In contrast, the defendant made his false statement directly to the FBI General Counsel on a matter that was anything but ancillary: namely, the existence vel non of attorney-client relationships that would have shed critical light on the origins of the allegations at issue.
In other words, the alleged lie surrounded the very nature of the allegations themselves and who potentially might be behind them.
The defendant’s false statement to the FBI General Counsel was plainly material because it misled the General Counsel about, among other things, the critical fact that the defendant was disseminating highly explosive allegations about a then-Presidential candidate on behalf of two specific clients, one of which was the opposing Presidential campaign. The defendant’s efforts to mislead the FBI in this manner during the height of a Presidential election season plainly could have influenced the FBI’s decision-making in any number of ways. [….]

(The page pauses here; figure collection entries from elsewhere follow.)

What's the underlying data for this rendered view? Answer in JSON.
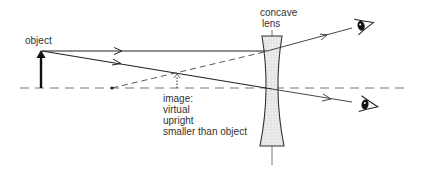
{
  "labels": {
    "object": "object",
    "lens_line1": "concave",
    "lens_line2": "lens",
    "image_title": "image:",
    "image_props": [
      "virtual",
      "upright",
      "smaller than object"
    ]
  },
  "diagram": {
    "type": "ray diagram",
    "lens_type": "concave (diverging)",
    "elements": [
      "object arrow",
      "principal axis",
      "concave lens",
      "ray parallel to axis",
      "ray through optical centre",
      "virtual ray extension",
      "virtual image",
      "upper eye",
      "lower eye"
    ]
  },
  "colors": {
    "ink": "#222222",
    "lens_fill": "#e3e3e3",
    "axis": "#777777"
  }
}
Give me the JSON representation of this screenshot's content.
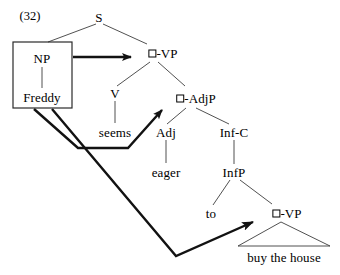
{
  "figure": {
    "example_number": "(32)",
    "sentence_gloss": "Freddy seems eager to buy the house"
  },
  "nodes": {
    "s": "S",
    "np": "NP",
    "freddy": "Freddy",
    "vp_top": "-VP",
    "v": "V",
    "seems": "seems",
    "adjp": "-AdjP",
    "adj": "Adj",
    "eager": "eager",
    "inf_c": "Inf-C",
    "infp": "InfP",
    "to": "to",
    "vp_bottom": "-VP",
    "buy_the_house": "buy the house"
  },
  "icons": {
    "trace_box": "empty-square-trace",
    "movement_arrow": "arrowhead"
  },
  "colors": {
    "ink": "#1a1a1a",
    "thin_line": "#3d3d3d",
    "background": "#ffffff"
  }
}
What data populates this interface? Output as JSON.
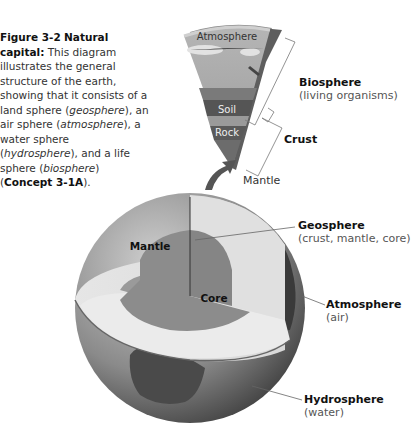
{
  "caption": {
    "figure_number": "Figure 3-2",
    "figure_title": "Natural capital:",
    "text_1": "This diagram illustrates the general structure of the earth, showing that it consists of a land sphere (",
    "geosphere": "geosphere",
    "text_2": "), an air sphere (",
    "atmosphere": "atmosphere",
    "text_3": "), a water sphere (",
    "hydrosphere": "hydrosphere",
    "text_4": "), and a life sphere (",
    "biosphere": "biosphere",
    "text_5": ") (",
    "concept": "Concept 3-1A",
    "text_6": ")."
  },
  "wedge_labels": {
    "atmosphere": "Atmosphere",
    "soil": "Soil",
    "rock": "Rock"
  },
  "callouts": {
    "biosphere": {
      "title": "Biosphere",
      "sub": "(living organisms)"
    },
    "crust": {
      "title": "Crust"
    },
    "mantle_wedge": {
      "title": "Mantle"
    },
    "geosphere": {
      "title": "Geosphere",
      "sub": "(crust, mantle, core)"
    },
    "atmosphere": {
      "title": "Atmosphere",
      "sub": "(air)"
    },
    "hydrosphere": {
      "title": "Hydrosphere",
      "sub": "(water)"
    }
  },
  "globe_labels": {
    "mantle": "Mantle",
    "core": "Core"
  }
}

And the evidence will show that it would have been all the more material here because the defendant was providing this information on behalf of the Clinton Campaign less than two months prior to a hotly contested U.S. presidential election.
Durham then tapdanced all over their claim that somehow this might impact his Constitutional rights to free speech.
Far from finding himself in the vulnerable position of an ordinary person whose speech is likely to be chilled, the defendant – a sophisticated and well-connected lawyer – chose to bring politically-charged allegations to the FBI’s chief legal officer at the height of an election season. He then chose to lie about the clients who were behind those allegations. Using such rare access to the halls of power for the purposes of political deceit is hardly the type of speech that the Founders intended to protect.
In any event, Durham noted that it was up to the jury to decide whether it was “material” or not, so it’s not a subject for dismissal.
Legal translation? You guys are ridiculous with this argument.
I’m thinking the folks in Clinton-land aren’t going to like what’s coming next because this shouldn’t get dismissed. Plus, as former DNI John Ratcliffe explained, from the intel that he has seen and discussed with Durham, he expected “quite a few more indictments.” He also alleged that both Barack Obama and Joe Biden had been advised about the plan, and “everything that happened after that..is one of the reasons that John Durham is investigating.”
So, buckle up — there’s more to come.